Can we restore the balance to Nature’s most neglected asset, the water cycle? Can we go from our current ‘vicious’ cycle of neglect of our Earth’s natural gifts, to a ‘virtuous’ cycle of their care? To find out I picked up Sandra Postel’s book Replenish: The Virtuous Cycle of Water and Prosperity.
The book starts very promisingly, quoting Mary Oliver’s timeless words that transport us instantly into the mystery of the gift water offers us: “In water that departs forever and forever returns, we experience eternity.”
On a less mystical level, though, Postel lays out how disrupting the Earth’s water cycle is proving to be a costly business indeed. Billions of dollars are spent in cleaning up every time a flood happens and in looking after migrants fleeing droughts and dangerous, desertified landscapes across the planet. The probability of a one-in-a-hundred-year flood happening within every ten years will now make bookies very happy indeed. Not to mention the narrowing odds against global food and water security.
Can we fully grasp the magnitude of the threat potential of this currently disbalanced water cycle of the Earth? And if we can understand it, can we step forward and do something about it and avert it?
To find some answers to these questions, Postel takes us across the world, citing various cases to prove that, yes, we can. She introduces us to magnificent large-scale projects such as that on the Loess Plateau in China, which covers an area one and a half times the size of California. The plateau, said to have started becoming brown and barren as early as the 1300s, when tremendous pressures on the land led to heavy tree-cutting, overgrazing and crop cultivation – by the 1900s all that was left there were some of the poorest people in China eking out a harsh, dry, eroded existence – is now perhaps the biggest watershed restoration project in the world. Since the 1980s over a million hectares have been restored by working with Nature; we now know that it is possible to rehabilitate even the most eroded of soils and landscapes.

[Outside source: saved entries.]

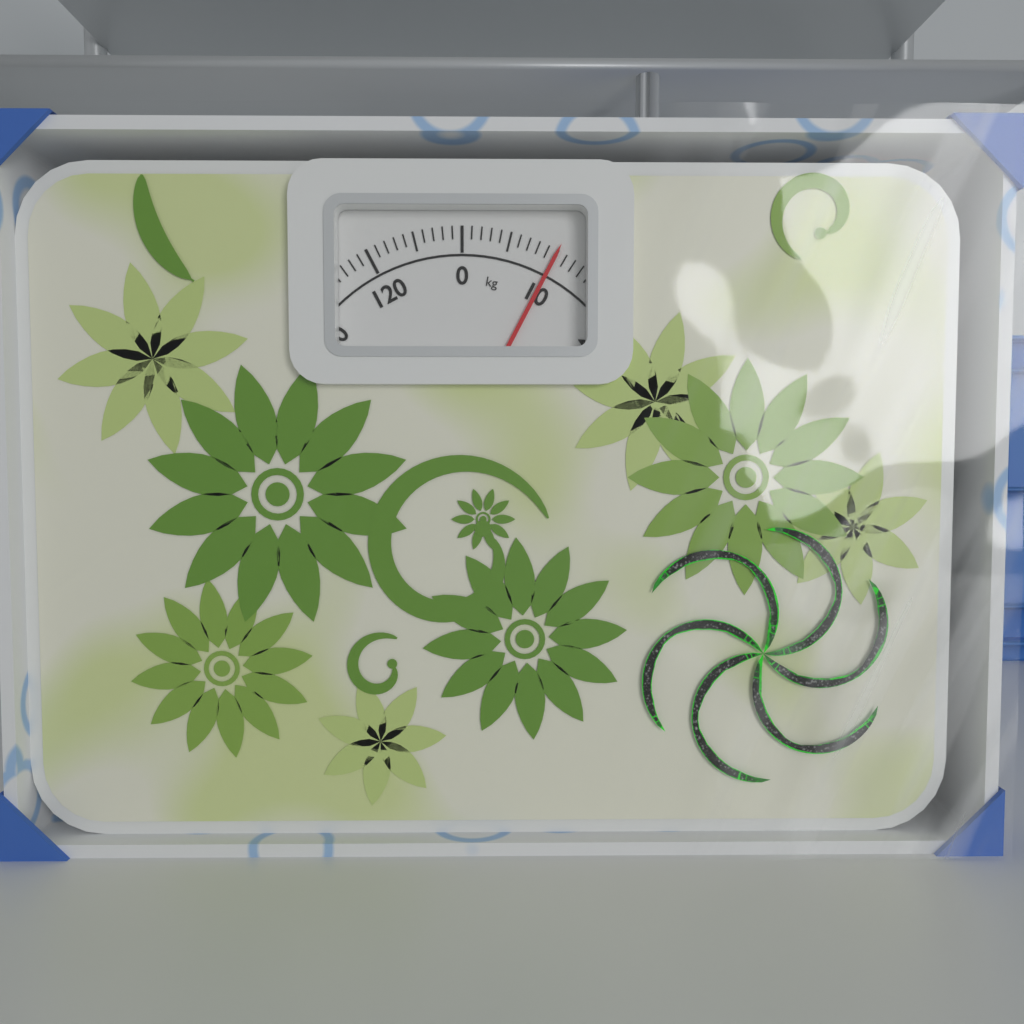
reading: 10 kg
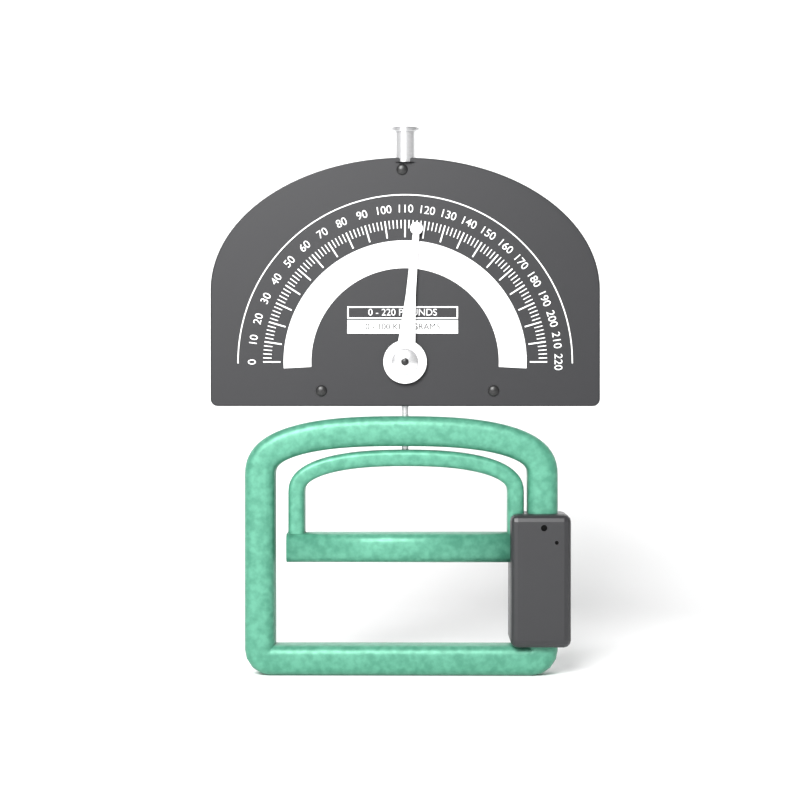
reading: 116 lb
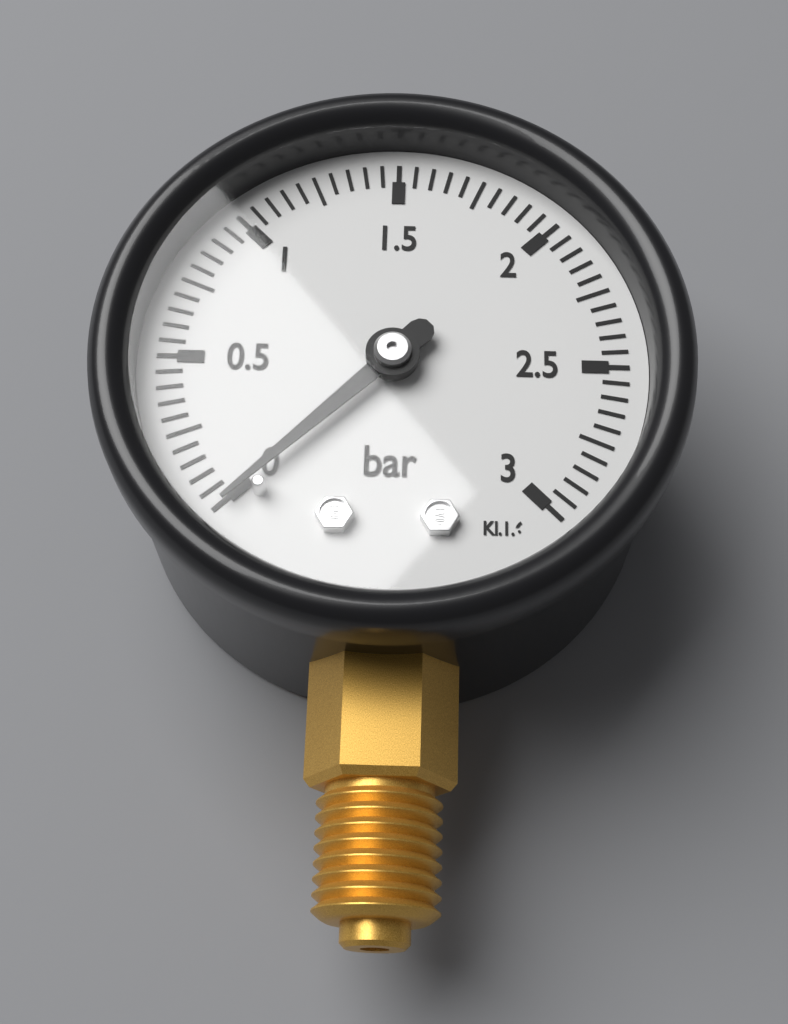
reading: 0.00 bar
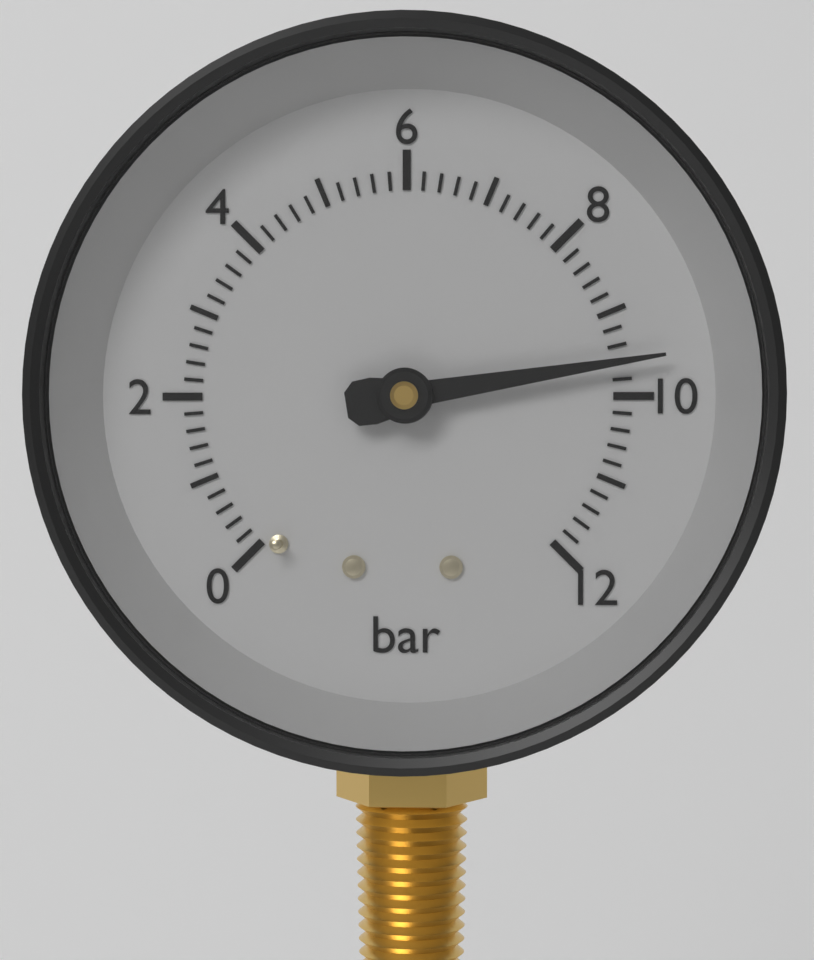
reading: 9.6 bar
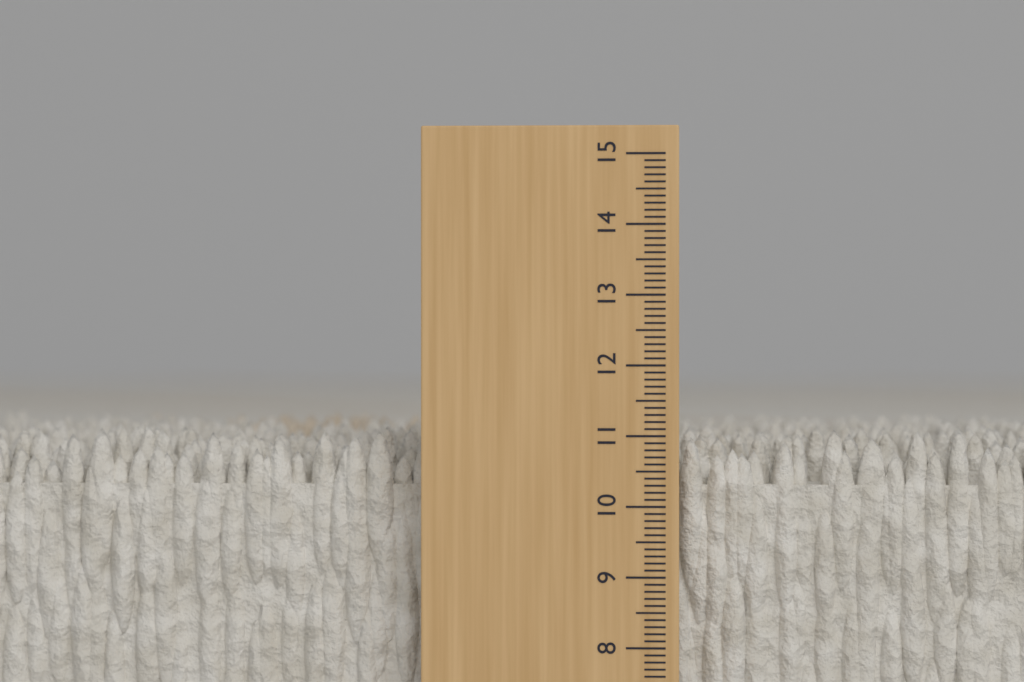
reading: 11.1 cm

From such huge-scale replenishment work, Postel takes us to successful, small-scale, community-led projects started by the Stockholm Water Prize-winner Rajendra Singh. Working with Nature and communities, Singh has revived seven dead rivers in arid Rajasthan, India by encouraging his people to build small check dams and plant trees. (See Resurgence & Ecologist Issue 293.)
As a director of the Global Water Policy Project, co-creator of an award-winning water-stewardship organisation and National Geographic Freshwater Fellow, and with countless accolades to her name, Postel has more than enough credentials to write a book of this depth.
With provocative and intriguing chapter titles such as ‘Put Watersheds to Work’, ‘Make Room for Floods’ and ‘Rescue Desert Rivers’, she gives both reasons for and methods of looking after our water cycle locally. Replenish presents us with countless innovative local, national and international solutions. In Postel’s words, “My goal … was to find those innovative farmers, ranchers, cities, communities that are showing we can have a healthier water cycle. We can repair it, we can replenish it, we can rebuild it.” She certainly succeeds in achieving her goal.